Cammino verso Assisi (Via della Costa) Day 5: Vernazza - Riomaggiore

Vernazza was a lot nicer at 8 am this morning, without all the tourists. It never ceases to amaze me how tourists sleep away the best hours of the day! Even though I took the popular coastal path from Vernazza to Corniglia, I met hardly anyone along the way. It began with a steep climb, fortunately still in the shade, which took me high above the town and into the terraced olive groves perched on the hillsides high above the sea.





I arrived in Corniglia around 9:30, just as the town and its visitors were waking up. I didn't explore the village, as I have been there many times before, but popped into the 13th century church of San Pietro, topped up my water supply at the fountain and turned uphill onto path no. 587, then no. 586, the "Via dei Santuari" towards Volastra and the Santuario delle Madonna della Salute.     

Corniglia

Corniglia

Corniglia, now far below

It's harvest time in the Cinque Terre! The region is renowned for its "heroic wines" grown on steep terraced slopes over the sea, among the most labour-intensive wines Italy produces. I was able to observe the truth of this as the workers were out harvesting the grapes, crouching down below the vines, which are trained on pergolas, filling big red boxes with grapes, though they no longer carry these up and down the slopes on their backs: they load them onto little cars that run on tracks up to the top of the slope, where they are transferred onto an ape on the road to be taken to the winery.   

The varietals grown in Cinque Terre are Vermentino, Bosco and Albarola, which are used to make dry white wines and a precious raisin wine, Sciacchetrà. That's why some of the grapes have been left on the vines, looking like they are slowly turning into raisins!

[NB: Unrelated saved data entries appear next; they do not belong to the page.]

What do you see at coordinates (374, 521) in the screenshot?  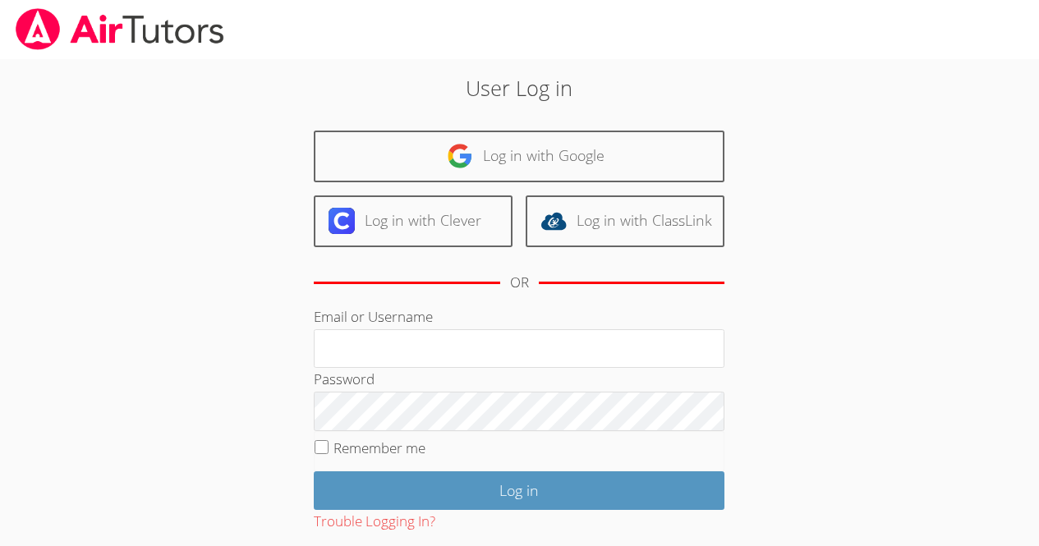 I see `button: Trouble Logging In?` at bounding box center [374, 521].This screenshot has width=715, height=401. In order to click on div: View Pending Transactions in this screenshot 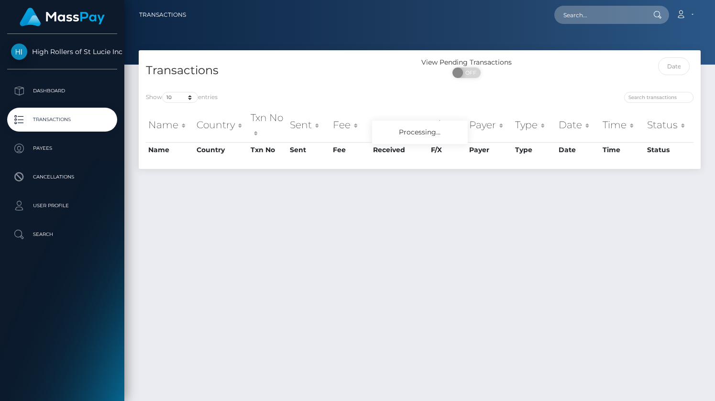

This dizzyingly beautiful trail took me to the village of Volastra, where I visited the Madonna della Salute and then attempted to find the turnoff to trail no. 530 to the Santuario del Montenero. I asked a man in trail running gear who was filling his water bottle at the fountain and looked as if he might know his way around, but he didn't know... we looked at the map together and then he concluded with "too bad we're going different ways, it would have been very nice to walk together for a bit!" I wasn't sure whether to take this as a compliment; I was wearing a wide-brimmed sunhat, big sunglasses and a face mask, so he must have had absolutely no idea what I looked like. I could have been hideously deformed under all that gear, and he never would have known... well, I guess he just would have appreciated some (female) company, of any kind!

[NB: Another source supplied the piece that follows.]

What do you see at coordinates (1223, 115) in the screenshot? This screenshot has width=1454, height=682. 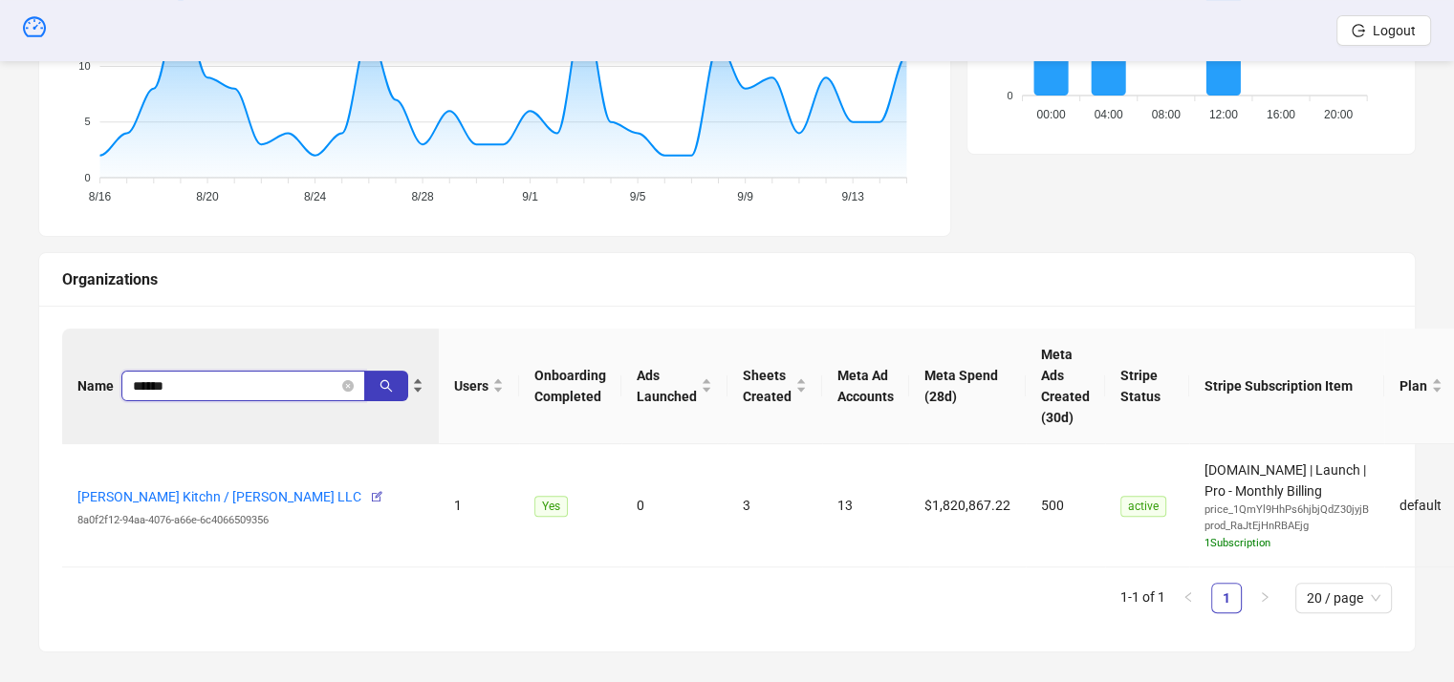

After a couple of false starts, I decided I would stop at a bar at the crossroads to get a cold drink and ask for directions. I asked the lady who seemed to be running the place where the trailhead was, and her answer was quite cordial and very detailed, even though she seemed to be giving everyone else who came into the establishment a sample of "traditional Ligurian hospitality". A group of foreigners who sounded like Americans (in 2020? Surely not... perhaps they were Americanised Canadians, from Toronno? I didn't ask) came into the bar and she muttered under her breath in dialect in response to every request as she served them - or not; she said she was out of most of the items they asked for! 

After this amusing interlude I continued on my way, following the bartender's directions and finding the trail with no trouble. This new trail climbed even higher, until even Volastra, which appears to be perched high up when you see it from the Cinque Terre villages below, was far below me, its colourful houses now looking like the miniature homes in a traditional Christmas creche, a presepe

This part of today's route was less interesting, and less photogenic. The paved road led to the cemetery and then turned into a dirt track which was mostly deserted. Only one car passed by, as well as a number of mountain-bikers, a couple of German hikers, and a large group of adolescents all wearing matching hot pink t-shirts issued by the Diocese of Genoa, suggesting they were participating in some sort of summer camp. I stopped on the way to pick blackberries - if walkers wore bumper stickers on their rear ends like cars do, mine would say "I brake for blackberries" - and to eat my slice of cold pizza left over from last night, when I was too tired to cook.        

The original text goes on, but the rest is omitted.